- Freedom Park DGC utilizes a corner of a large multi-use park, offering up 21 holes of mostly open, mostly grassy prairie golf with a large (for the area) hill that provides a decent amount of elevation. Trees are sparse throughout much of the course, although there's a fair amount of prairie-like schule to content with in places, especially the front nine and hole #'s 14 and 15. A railroad track bounds the property to (I think) the east, with hole #'s 4 and 5 playing more or less alongside. After squeezing the most out of the hill's elevation on the front nine, with hole #9 being a long downhill bomb, the course crosses a small creek (dry during my rounds) that bisects the course. This creek is lined with tall, thick grasses, weeds, and in places, trees. Hole # 10 uses the tree line to good effect on one of the few holes to actually have a "wooded" feel to it, despite it basically being an open straight shot with a tree protecting the basket atop a small bump of elevation. The rest of the course feels crammed into the remaining space on the far side of the creek. Hole #'s 14 and 15 both play without a real fairway, and are basically just "up-and-over" shots that require little skill; punishment (in the form of the dry creek and super thick grasses) is harsh, and these holes (despite being easy) seem like poor design, especially considering you've got to back track down fairways to complete this sequence. Hole #'s 17- 21 complete the course out in the rolling grassy open area, nothing but wind, distance, and elevation to contend with; hole #21 is the exception with a few red, white, and blue painted poles surrounding the green, I guess to keep it from being another completely open hole. Hole #18 again throws off the large hill, this time from the very top.
- All the elevation on site is used to maximum potential. Hole #'s 1, 7, 8, 9, 10, 17, 18, 21 etc. all are fun holes because of the successful incorporation of the available elevation changes.
- Double mandatory, marked in red on two trees, on hole # 7. For the shorts it's an easy downhill look from the tee, but from the long tee you'll need to layup at the top of the hill to get into good position to hit the mando.
- Good concrete tees for the most part, although a few tees were wood-framed carpet/turf. The two or three carpet tees were fairly beat and springy in a decidedly bad way.
- Good signage with routes, distances, topography changes, OB, next tee, et al. Baskets were flagged and easily visible. Each basket has one spoke spray-painted in order to point the way to the next hole. Unfortunately, a few of the baskets are "spinners" and the "next tee spike" was pointing the wrong direction. Fairways, greens, and OBs marked with orange flags.
- Decent mix of distances, coupled with the elevation, help save this course from falling into a two-dimensional, wide open, disc golf purgatory.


WHAT TO WORK ON
Beginning with the first line, return the material verbatim and without pictures.
(Beginning of SOURCE INFORMATION)
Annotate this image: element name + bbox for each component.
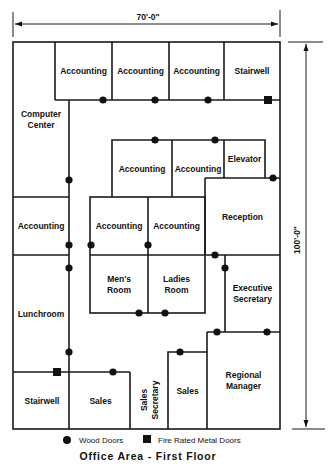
room-label-acct-4: Accounting [119, 164, 166, 174]
wood-door-icon [135, 309, 142, 316]
room-label-mens-room: Men'sRoom [107, 274, 132, 295]
wood-door-icon [99, 96, 106, 103]
wood-door-icon [263, 328, 270, 335]
wood-door-icon [176, 348, 183, 355]
room-label-acct-6: Accounting [96, 221, 143, 231]
wood-door-icon [213, 328, 220, 335]
room-label-acct-5: Accounting [175, 164, 222, 174]
wood-door-icon [204, 96, 211, 103]
height-dimension: 100'-0" [288, 42, 325, 429]
wood-door-icon [269, 174, 276, 181]
floor-plan: 70'-0" 100'-0" [0, 0, 335, 468]
wood-door-icon [151, 96, 158, 103]
room-label-stairwell-top: Stairwell [235, 66, 270, 76]
legend: Wood Doors Fire Rated Metal Doors [63, 435, 241, 445]
caption: Office Area - First Floor [80, 450, 217, 462]
metal-door-icon [53, 368, 61, 376]
room-label-acct-left: Accounting [18, 221, 65, 231]
wood-door-icon [87, 241, 94, 248]
wood-door-icon [63, 436, 71, 444]
width-label: 70'-0" [136, 12, 159, 22]
wood-door-icon [144, 241, 151, 248]
metal-door-icon [143, 435, 151, 443]
wood-door-icon [151, 136, 158, 143]
wood-door-icon [65, 348, 72, 355]
width-dimension: 70'-0" [13, 10, 280, 37]
room-label-acct-7: Accounting [153, 221, 200, 231]
wood-door-icon [161, 309, 168, 316]
legend-metal-label: Fire Rated Metal Doors [158, 436, 241, 445]
room-label-lunchroom: Lunchroom [18, 309, 65, 319]
room-labels: AccountingAccountingAccountingStairwellC… [18, 66, 273, 419]
room-label-sales-left: Sales [89, 396, 111, 406]
wood-door-icon [211, 136, 218, 143]
legend-wood-label: Wood Doors [79, 436, 123, 445]
room-label-ladies-room: LadiesRoom [163, 274, 190, 295]
room-label-acct-2: Accounting [117, 66, 164, 76]
room-label-sales-secretary: SalesSecretary [139, 380, 160, 419]
room-label-computer-center: ComputerCenter [21, 109, 62, 130]
doors [53, 96, 277, 376]
wood-door-icon [109, 368, 116, 375]
room-label-acct-3: Accounting [173, 66, 220, 76]
height-label: 100'-0" [292, 226, 302, 254]
room-label-elevator: Elevator [228, 154, 262, 164]
metal-door-icon [264, 96, 272, 104]
wood-door-icon [65, 241, 72, 248]
wood-door-icon [65, 176, 72, 183]
room-label-regional-manager: RegionalManager [226, 370, 262, 391]
room-label-executive-secretary: ExecutiveSecretary [233, 283, 273, 304]
room-label-acct-1: Accounting [60, 66, 107, 76]
wood-door-icon [211, 251, 218, 258]
room-label-sales-right: Sales [176, 386, 198, 396]
room-label-stairwell-bottom: Stairwell [25, 396, 60, 406]
wood-door-icon [221, 264, 228, 271]
room-label-reception: Reception [222, 212, 263, 222]
wood-door-icon [65, 264, 72, 271]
(End of SOURCE INFORMATION)
EXERCISE RESPONSE
Annotate this image: element name + bbox for each component.
room-label-acct-4: Accounting [119, 164, 166, 174]
wood-door-icon [135, 309, 142, 316]
room-label-mens-room: Men'sRoom [107, 274, 132, 295]
wood-door-icon [99, 96, 106, 103]
wood-door-icon [263, 328, 270, 335]
wood-door-icon [176, 348, 183, 355]
room-label-acct-6: Accounting [96, 221, 143, 231]
wood-door-icon [213, 328, 220, 335]
room-label-acct-5: Accounting [175, 164, 222, 174]
wood-door-icon [204, 96, 211, 103]
height-dimension: 100'-0" [288, 42, 325, 429]
wood-door-icon [269, 174, 276, 181]
floor-plan: 70'-0" 100'-0" [0, 0, 335, 468]
wood-door-icon [151, 96, 158, 103]
room-label-stairwell-top: Stairwell [235, 66, 270, 76]
legend: Wood Doors Fire Rated Metal Doors [63, 435, 241, 445]
caption: Office Area - First Floor [80, 450, 217, 462]
metal-door-icon [53, 368, 61, 376]
room-label-acct-left: Accounting [18, 221, 65, 231]
wood-door-icon [87, 241, 94, 248]
wood-door-icon [63, 436, 71, 444]
width-label: 70'-0" [136, 12, 159, 22]
wood-door-icon [144, 241, 151, 248]
metal-door-icon [143, 435, 151, 443]
wood-door-icon [151, 136, 158, 143]
wood-door-icon [65, 348, 72, 355]
width-dimension: 70'-0" [13, 10, 280, 37]
room-label-acct-7: Accounting [153, 221, 200, 231]
wood-door-icon [161, 309, 168, 316]
legend-metal-label: Fire Rated Metal Doors [158, 436, 241, 445]
room-label-lunchroom: Lunchroom [18, 309, 65, 319]
room-labels: AccountingAccountingAccountingStairwellC… [18, 66, 273, 419]
room-label-sales-left: Sales [89, 396, 111, 406]
wood-door-icon [211, 136, 218, 143]
legend-wood-label: Wood Doors [79, 436, 123, 445]
room-label-ladies-room: LadiesRoom [163, 274, 190, 295]
room-label-acct-2: Accounting [117, 66, 164, 76]
room-label-sales-secretary: SalesSecretary [139, 380, 160, 419]
room-label-computer-center: ComputerCenter [21, 109, 62, 130]
doors [53, 96, 277, 376]
wood-door-icon [109, 368, 116, 375]
room-label-acct-3: Accounting [173, 66, 220, 76]
height-label: 100'-0" [292, 226, 302, 254]
room-label-elevator: Elevator [228, 154, 262, 164]
metal-door-icon [264, 96, 272, 104]
wood-door-icon [65, 241, 72, 248]
wood-door-icon [65, 176, 72, 183]
room-label-regional-manager: RegionalManager [226, 370, 262, 391]
room-label-executive-secretary: ExecutiveSecretary [233, 283, 273, 304]
room-label-acct-1: Accounting [60, 66, 107, 76]
wood-door-icon [211, 251, 218, 258]
room-label-sales-right: Sales [176, 386, 198, 396]
room-label-stairwell-bottom: Stairwell [25, 396, 60, 406]
wood-door-icon [221, 264, 228, 271]
room-label-reception: Reception [222, 212, 263, 222]
wood-door-icon [65, 264, 72, 271]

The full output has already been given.